On Friday 16 February 2007, Jonathan Rockway wrote:
> Ashley Pond V wrote:
> > If there are any law/license experts in the crowd, I'd love to see a
> > formal/named/solid version of this sort of license. It's just about
> > exactly what I've always wanted to put on all my own code.
>
> Yikes.
>
> I used to think like this -- ``my software is so awesome that people
> will change their ways just to remain in compliance with the LICENSE
> file''.  The fact of the matter is, the real world doesn't work this
> way.  Your users will either ignore your license and make $MILLIONS
> off your code, or they'll just rewrite your code themselves.  (Look at
> OpenBSD vs. GNU... every GNU utility has been rewritten just because
> of bickering over licensing concerns.  What.  A.  Waste.)  Unless
> you're some massive can't-get-it-elsewhere project (which really
> doesn't exist these days), there's always an alternative.  If your
> license is too restrictive, it's just going to sit on CPAN with no
> users.  Who does that help?
>
> Plus, even if you do attract users and they're non-compliant, what are
> you going to do about it?  Sue a megacorp in your free time?  If you
> do win, who's going to collect the settlement/award?  You?  The money
> that that takes would be better spent elsewhere.
>
> For these reasons, I mostly license things under the BSD* license.
> That way people that want to contribute to Free software can easily do
> so, and I don't have to worry about someone potentially ``stealing''
> my ``intellectual property''.  It's out there; take it.
>
> In the end, people that want to help your software project will do it
> anyway, and people that don't want to help you won't.  A clever
> LICENSE file isn't going to change human nature.  Sorry :)
>
> * Artistic/GPL seems more appropriate for CPAN projects, because
>   That's What Everyone Else Does (tm).  Good enough for me.
>

Just for the record I'm using the MIT X11 licence (a BSD-style licence) also 
for my Perl projects. That's because it is more permissive than either the 
GPL or Artistic or both, and doesn't have the legal problems that the 
original Artistic license has, or the restrictions of the GPL.
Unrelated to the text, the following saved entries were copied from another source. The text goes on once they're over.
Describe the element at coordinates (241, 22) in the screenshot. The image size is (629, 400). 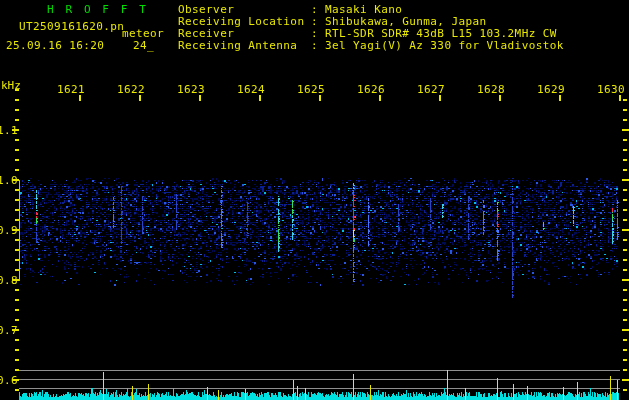
I see `station-info-label: Receiving Location` at that location.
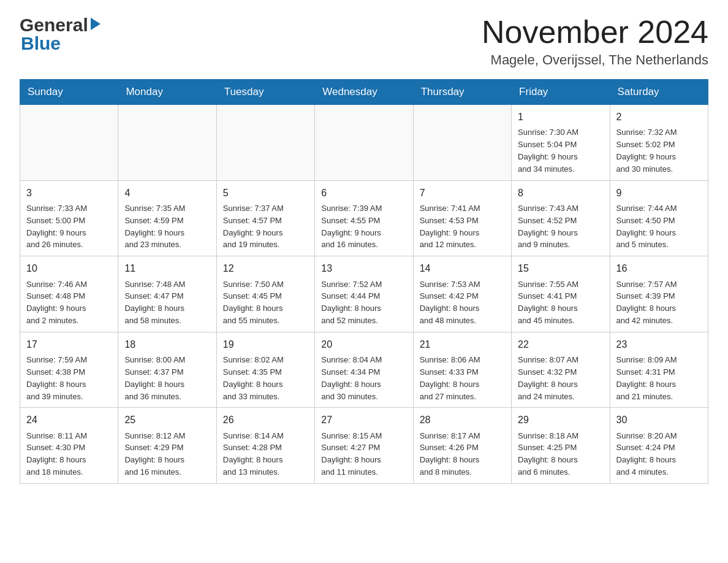 This screenshot has height=563, width=728. What do you see at coordinates (364, 92) in the screenshot?
I see `calendar-header: SundayMondayTuesdayWednesdayThursdayFrid…` at bounding box center [364, 92].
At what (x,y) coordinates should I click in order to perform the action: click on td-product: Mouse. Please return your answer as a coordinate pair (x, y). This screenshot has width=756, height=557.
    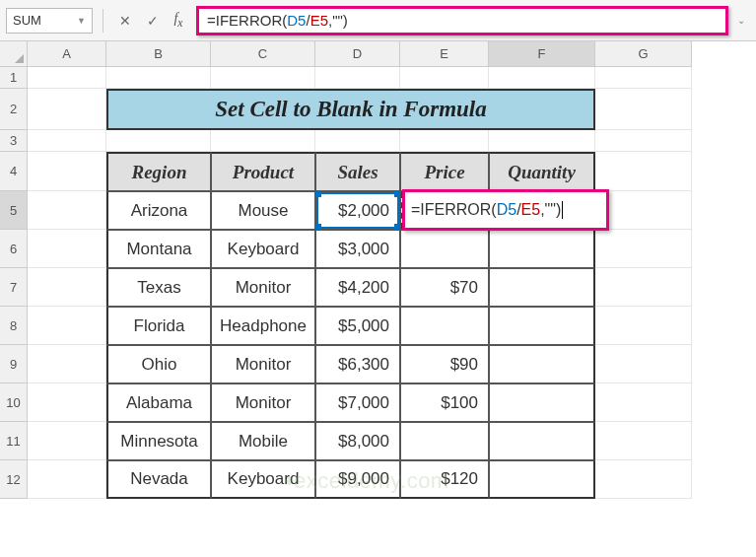
    Looking at the image, I should click on (263, 211).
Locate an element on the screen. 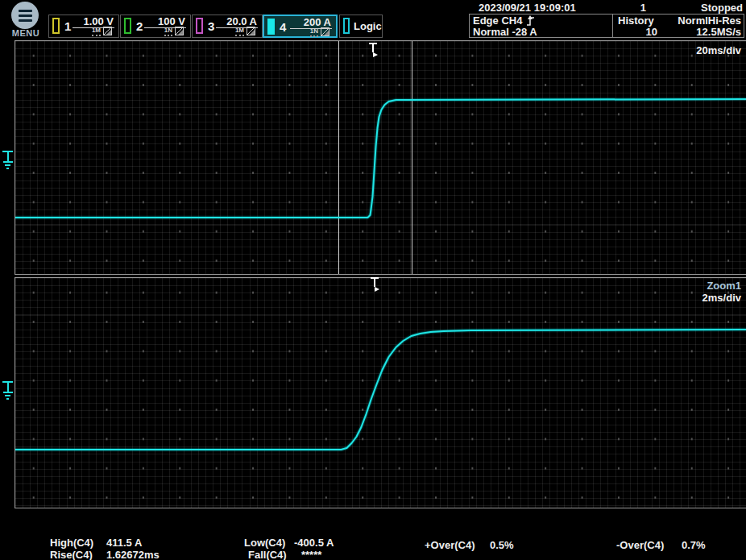 This screenshot has height=560, width=746. status-row: 2023/09/21 19:09:01 1 Stopped is located at coordinates (607, 8).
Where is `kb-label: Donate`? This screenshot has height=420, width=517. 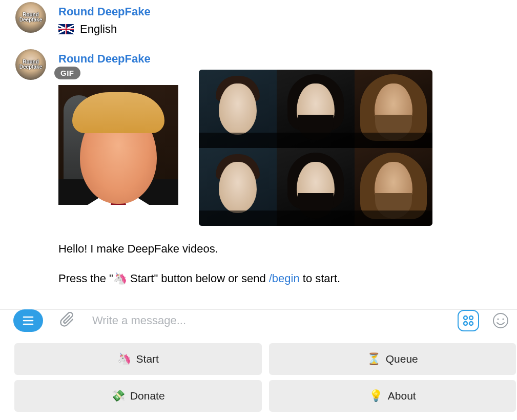 kb-label: Donate is located at coordinates (148, 396).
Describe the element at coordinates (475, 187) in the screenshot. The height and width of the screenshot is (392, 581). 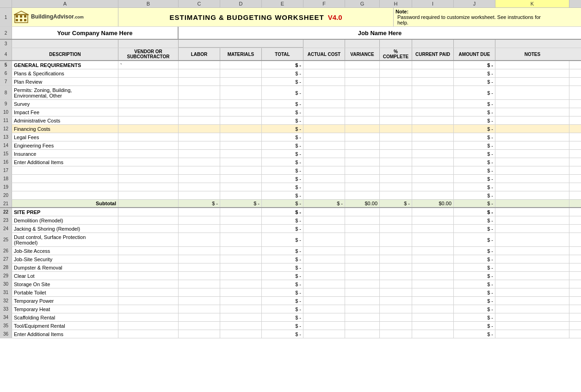
I see `cell-19j: $ -` at that location.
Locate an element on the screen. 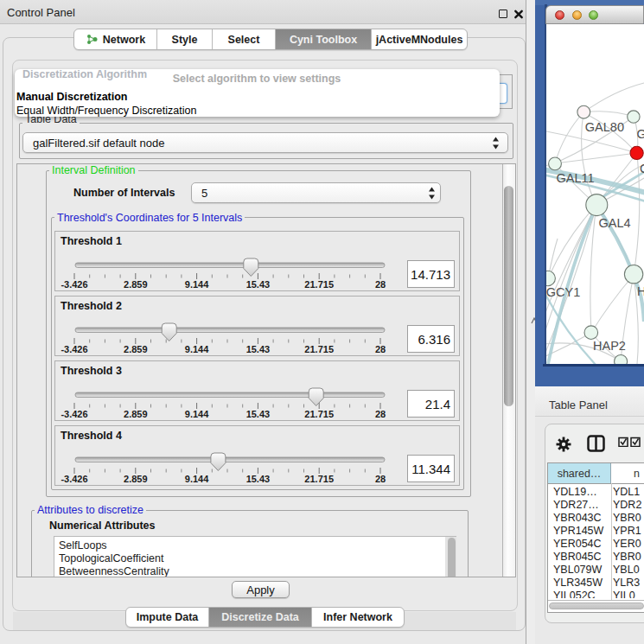 This screenshot has width=644, height=644. svg-text: GCY1 is located at coordinates (564, 292).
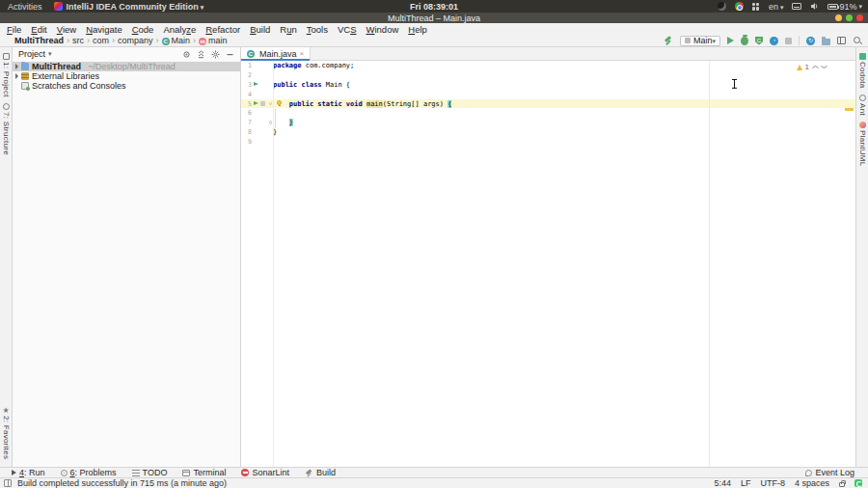 Image resolution: width=868 pixels, height=488 pixels. What do you see at coordinates (223, 29) in the screenshot?
I see `menu-refactor: Refactor` at bounding box center [223, 29].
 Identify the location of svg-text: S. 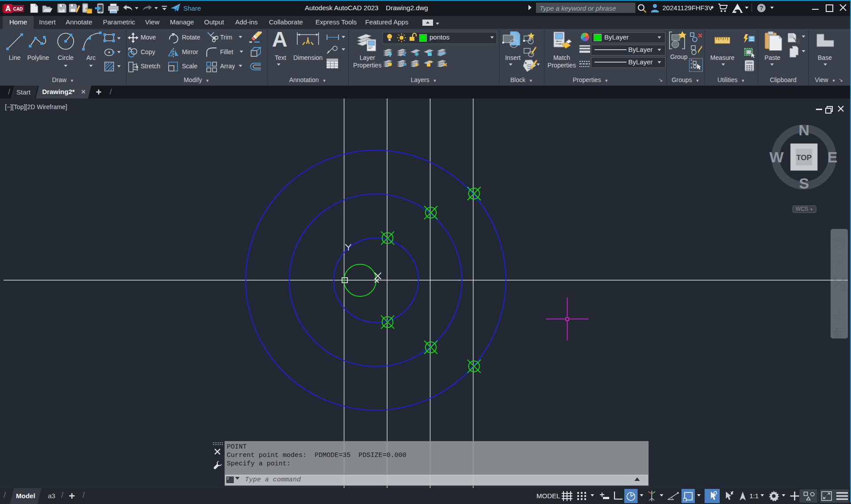
(804, 183).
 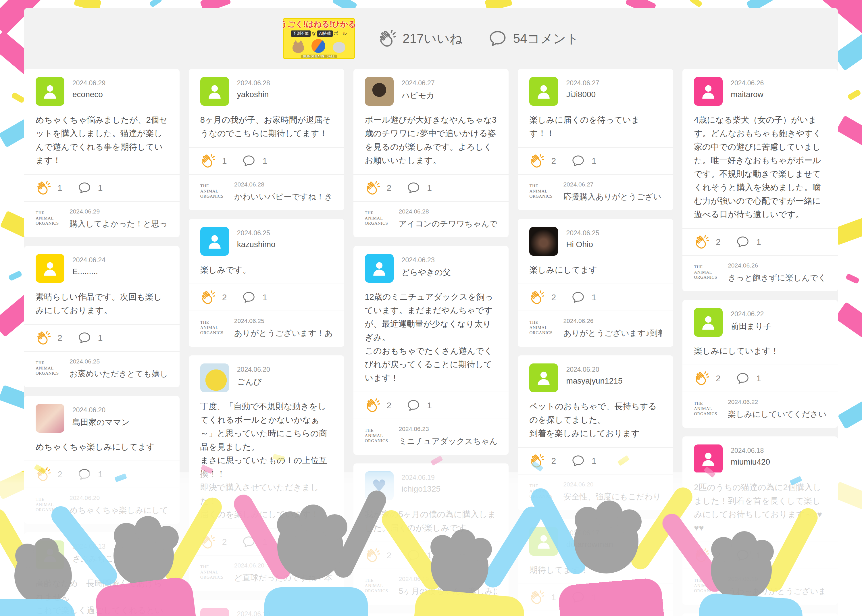 What do you see at coordinates (89, 94) in the screenshot?
I see `commenter-name: econeco` at bounding box center [89, 94].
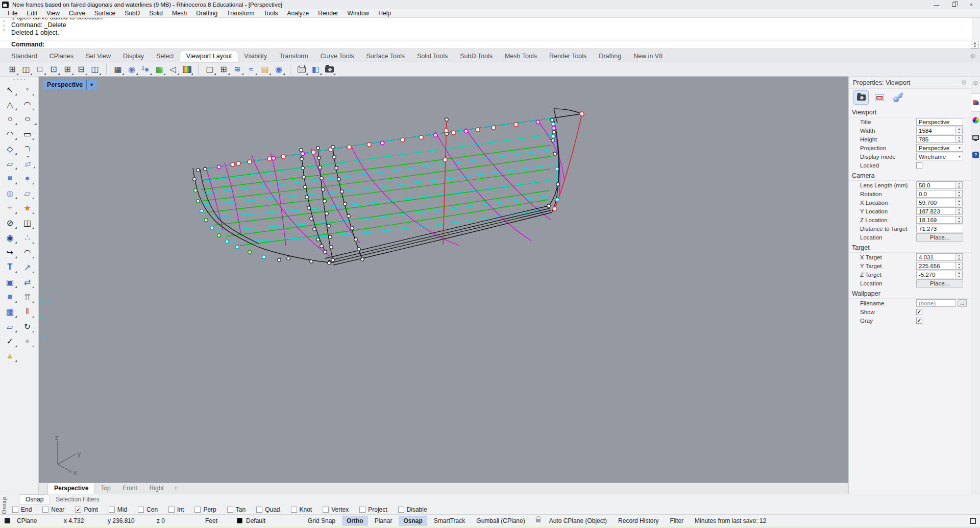 The height and width of the screenshot is (528, 980). I want to click on menu-tools: Tools, so click(271, 13).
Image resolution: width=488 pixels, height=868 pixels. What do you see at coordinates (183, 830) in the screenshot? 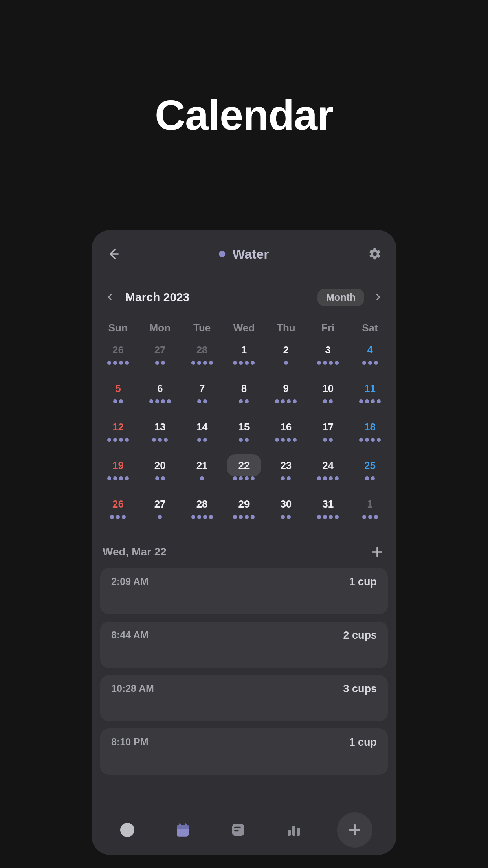
I see `tab-calendar` at bounding box center [183, 830].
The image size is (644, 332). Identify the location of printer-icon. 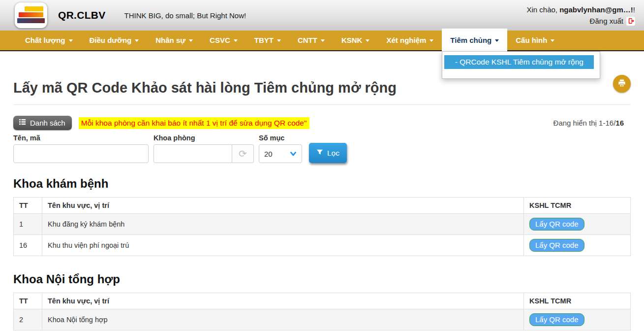
(622, 84).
An MIT X11 licensed software can later be re-licensed under any other licence 
by anyone, while a GPL+Artistic one cannot. If of course, I inherited someone 
else's GPL+Artistic code (as was the case for Error.pm, XML::RSS, 
Test::Harness->Test::Run, and File::Find::Object) I keep them under the same 
licence, but usually discalim any ownership of my original code. That way if 
the originator wishes to relicense the code, he can without asking for my 
approval.

And I have strong sentiments against doing "What Everyone Else Does (tm)" and 
conformism.

Regards,

        Shlomi Fish

---------------------------------------------------------------------
Shlomi Fish      [EMAIL PROTECTED]
Homepage:        http://www.shlomifish.org/

Chuck Norris wrote a complete Perl 6 implementation in a day but then
destroyed all evidence with his bare hands, so no one will know his secrets.